Hungry for God; Starving for Time

Monday

When Guilt Overwhelms You

King David’s pride and presumption in ordering a census of Israel caused 70,000 mighty warriors to lose their lives (1 Chr. 21). Paul’s violent persecution of the infant church played a part in Stephen’s death and countless others’ beatings and incarcerations (Acts 9). 

I read both stories recently and wept as I imagined how these men must have felt. I imagined David’s overwhelming feelings of sorrow and guilt. SEVENTY THOUSAND innocent people’s blood on his hands. By today’s standards, a tragedy of this magnitude would wipe out every person in a city the size of Richmond, Virginia. 

Listen to David’s gut wrenching lament: 

"Was it not I who ordered the fighting men to be counted? I am the one who has sinned and done wrong. These are but sheep. What have they done? O LORD my God, let your hand fall upon me and my family, but do not let this plague remain on your people."

And Saul. He wasn't jailing murderers or incarcerating thieves or political prisoners, he was persecuting God’s people. People whose only crime was loving Jesus. People who were praying for those who persecuted them. 

Picture him, consenting to brave Stephen’s death and holding the clothing of the murderers and watching as the stones struck his body until he cried out, “Father, do not lay this sin to their account.” Watching Stephen take his last struggling breath. 

Then, while the blood was still wet on his hands, he “was still breathing out murderous threats against the Lord's disciples. He went to the high priest and asked him for letters to the synagogues in Damascus, so that if he found any there who belonged to the Way, whether men or women, he might take them as prisoners to Jerusalem” (Acts 9:1). 

Throughout Paul’s writings we see evidence that he never forgot his sinful past: 

I persecuted the followers of this Way to their death, arresting both men and women and throwing them into prison” (Acts 22:4). 

“For I am the least of the apostles and do not even deserve to be called an apostle, because I persecuted the church of God” (1 Cor. 15:9). 

“For you have heard of my previous way of life in Judaism, how intensely I persecuted the church of God and tried to destroy it” (Gal. 1:13). 

Yet David, a believer who sinned horribly, and Paul, an unbeliever with a heinous past, didn’t allowed their sins to define, defeat, or render them useless for the kingdom of God. They understood the truth of 1 John 1:9, “If we confess our sin, (God) is faithful and just to forgive us our sin and cleanse us from all unrighteousness.” 

They confessed, repented, and accepted God’s cleansing grace. 


Listen to David’s prayer in Psalm 51:1-2: 

“Have mercy on me, O God, 
according to your unfailing love; 
according to your great compassion blot out my transgressions. 
Wash away all my iniquity and cleanse me from my sin." 

And Paul’s humble gratitude in 1 Corinthians 15:10: 

“For I am the least of the apostles and do not even deserve to be called an apostle . . . But by the grace of God I am what I am, and his grace to me was not without effect.” 

If you’re struggling with guilt over something you did as an unbeliever, or a sin you’ve committed as a Christian, don’t allow Satan to imprison you in guilt and shame. Do what David and Paul did—confess your sin, forsake it, and accept the forgiveness Christ extends to you from the cross. 

Then walk in the confidence that God has separated your sins as far as the east is from the west, to remember them no more. 

Mercy there was great and grace was free. 
Pardon there was multiplied to me. 
There my burdened soul found liberty
At Calvary.* 


*William Newell’s hymn, “At Calvary.”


▸ **Task**:
Whenever the word "swatch" shows up in a line of the data, copy that line.

■ ■ ■

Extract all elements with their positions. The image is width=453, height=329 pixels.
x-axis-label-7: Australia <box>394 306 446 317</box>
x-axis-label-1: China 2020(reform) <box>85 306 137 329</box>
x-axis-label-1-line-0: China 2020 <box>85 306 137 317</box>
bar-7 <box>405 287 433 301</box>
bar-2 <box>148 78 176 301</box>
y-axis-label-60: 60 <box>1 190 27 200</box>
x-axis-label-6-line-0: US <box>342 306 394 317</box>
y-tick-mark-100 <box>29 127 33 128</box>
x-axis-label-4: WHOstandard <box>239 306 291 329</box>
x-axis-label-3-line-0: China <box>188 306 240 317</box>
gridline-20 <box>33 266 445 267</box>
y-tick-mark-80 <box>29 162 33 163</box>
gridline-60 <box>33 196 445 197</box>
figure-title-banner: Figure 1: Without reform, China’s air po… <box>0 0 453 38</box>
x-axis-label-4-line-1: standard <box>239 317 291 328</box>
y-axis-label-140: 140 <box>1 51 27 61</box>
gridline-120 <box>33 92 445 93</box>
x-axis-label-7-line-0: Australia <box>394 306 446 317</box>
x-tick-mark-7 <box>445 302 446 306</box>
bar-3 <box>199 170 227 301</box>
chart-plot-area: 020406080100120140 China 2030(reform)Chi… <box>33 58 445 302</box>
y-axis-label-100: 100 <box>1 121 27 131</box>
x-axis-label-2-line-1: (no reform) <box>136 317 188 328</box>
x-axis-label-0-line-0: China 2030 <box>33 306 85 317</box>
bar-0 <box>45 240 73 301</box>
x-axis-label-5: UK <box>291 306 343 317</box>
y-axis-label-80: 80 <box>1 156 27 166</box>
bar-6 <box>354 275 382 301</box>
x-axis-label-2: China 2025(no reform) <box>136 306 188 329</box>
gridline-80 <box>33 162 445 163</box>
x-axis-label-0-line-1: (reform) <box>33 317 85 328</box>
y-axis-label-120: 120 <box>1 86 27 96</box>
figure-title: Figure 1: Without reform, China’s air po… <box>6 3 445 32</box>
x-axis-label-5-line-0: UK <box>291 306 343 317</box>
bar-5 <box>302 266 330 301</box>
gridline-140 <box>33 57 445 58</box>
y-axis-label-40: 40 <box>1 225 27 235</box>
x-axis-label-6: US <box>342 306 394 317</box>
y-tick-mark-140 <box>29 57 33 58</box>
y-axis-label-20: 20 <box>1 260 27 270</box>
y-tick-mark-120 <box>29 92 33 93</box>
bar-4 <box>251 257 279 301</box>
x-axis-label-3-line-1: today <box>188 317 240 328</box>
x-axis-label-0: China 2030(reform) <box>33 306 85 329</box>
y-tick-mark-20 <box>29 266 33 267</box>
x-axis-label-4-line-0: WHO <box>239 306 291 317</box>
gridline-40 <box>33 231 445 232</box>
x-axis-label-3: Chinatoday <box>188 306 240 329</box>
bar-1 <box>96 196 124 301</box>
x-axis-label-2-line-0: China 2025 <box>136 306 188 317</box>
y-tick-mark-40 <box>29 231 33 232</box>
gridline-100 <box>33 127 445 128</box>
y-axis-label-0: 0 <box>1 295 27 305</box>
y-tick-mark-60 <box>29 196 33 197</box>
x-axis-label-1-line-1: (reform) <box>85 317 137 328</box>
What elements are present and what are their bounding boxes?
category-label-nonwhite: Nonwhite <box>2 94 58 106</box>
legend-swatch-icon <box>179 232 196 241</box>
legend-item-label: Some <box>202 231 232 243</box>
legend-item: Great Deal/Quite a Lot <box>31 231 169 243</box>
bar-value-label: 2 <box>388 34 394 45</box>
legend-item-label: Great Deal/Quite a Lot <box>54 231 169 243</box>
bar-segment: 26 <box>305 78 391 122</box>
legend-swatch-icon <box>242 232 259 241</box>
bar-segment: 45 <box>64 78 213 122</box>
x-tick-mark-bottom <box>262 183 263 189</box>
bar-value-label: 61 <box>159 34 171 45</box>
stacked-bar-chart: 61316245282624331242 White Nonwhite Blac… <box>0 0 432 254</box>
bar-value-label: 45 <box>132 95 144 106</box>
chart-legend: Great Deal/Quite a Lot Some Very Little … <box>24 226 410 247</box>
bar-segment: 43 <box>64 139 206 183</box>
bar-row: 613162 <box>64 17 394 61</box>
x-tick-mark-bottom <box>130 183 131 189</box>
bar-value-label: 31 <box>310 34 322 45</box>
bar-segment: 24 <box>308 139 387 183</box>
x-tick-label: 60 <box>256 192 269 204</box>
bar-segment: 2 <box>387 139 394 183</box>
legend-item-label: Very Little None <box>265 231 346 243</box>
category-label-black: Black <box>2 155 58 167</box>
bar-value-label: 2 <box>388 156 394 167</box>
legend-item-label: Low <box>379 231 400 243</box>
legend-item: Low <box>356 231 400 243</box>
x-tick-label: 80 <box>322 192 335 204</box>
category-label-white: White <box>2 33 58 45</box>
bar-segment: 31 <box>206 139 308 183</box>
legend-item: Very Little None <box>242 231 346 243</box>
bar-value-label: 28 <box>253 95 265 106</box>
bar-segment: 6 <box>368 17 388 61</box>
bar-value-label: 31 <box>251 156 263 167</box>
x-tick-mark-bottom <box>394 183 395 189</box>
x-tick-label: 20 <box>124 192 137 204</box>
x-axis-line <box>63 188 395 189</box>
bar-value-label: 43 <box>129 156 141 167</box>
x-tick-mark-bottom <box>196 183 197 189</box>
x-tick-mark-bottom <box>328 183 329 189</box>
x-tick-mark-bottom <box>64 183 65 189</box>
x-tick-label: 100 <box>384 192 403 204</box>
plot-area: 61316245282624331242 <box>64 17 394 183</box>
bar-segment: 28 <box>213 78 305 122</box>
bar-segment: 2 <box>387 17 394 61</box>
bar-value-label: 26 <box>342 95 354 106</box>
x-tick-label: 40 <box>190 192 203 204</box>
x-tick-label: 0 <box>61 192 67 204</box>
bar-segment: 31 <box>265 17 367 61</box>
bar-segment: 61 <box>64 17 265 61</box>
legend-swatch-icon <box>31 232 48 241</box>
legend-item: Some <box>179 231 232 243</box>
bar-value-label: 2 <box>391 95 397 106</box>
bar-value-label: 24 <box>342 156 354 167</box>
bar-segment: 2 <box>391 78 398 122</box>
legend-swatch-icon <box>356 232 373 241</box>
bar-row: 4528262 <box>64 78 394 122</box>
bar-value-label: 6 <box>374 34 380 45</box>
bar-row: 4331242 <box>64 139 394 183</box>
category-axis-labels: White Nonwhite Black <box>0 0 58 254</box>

■ ■ ■

▸ **Task answer**:
legend-swatch-icon <box>179 232 196 241</box>
legend-swatch-icon <box>242 232 259 241</box>
legend-swatch-icon <box>31 232 48 241</box>
legend-swatch-icon <box>356 232 373 241</box>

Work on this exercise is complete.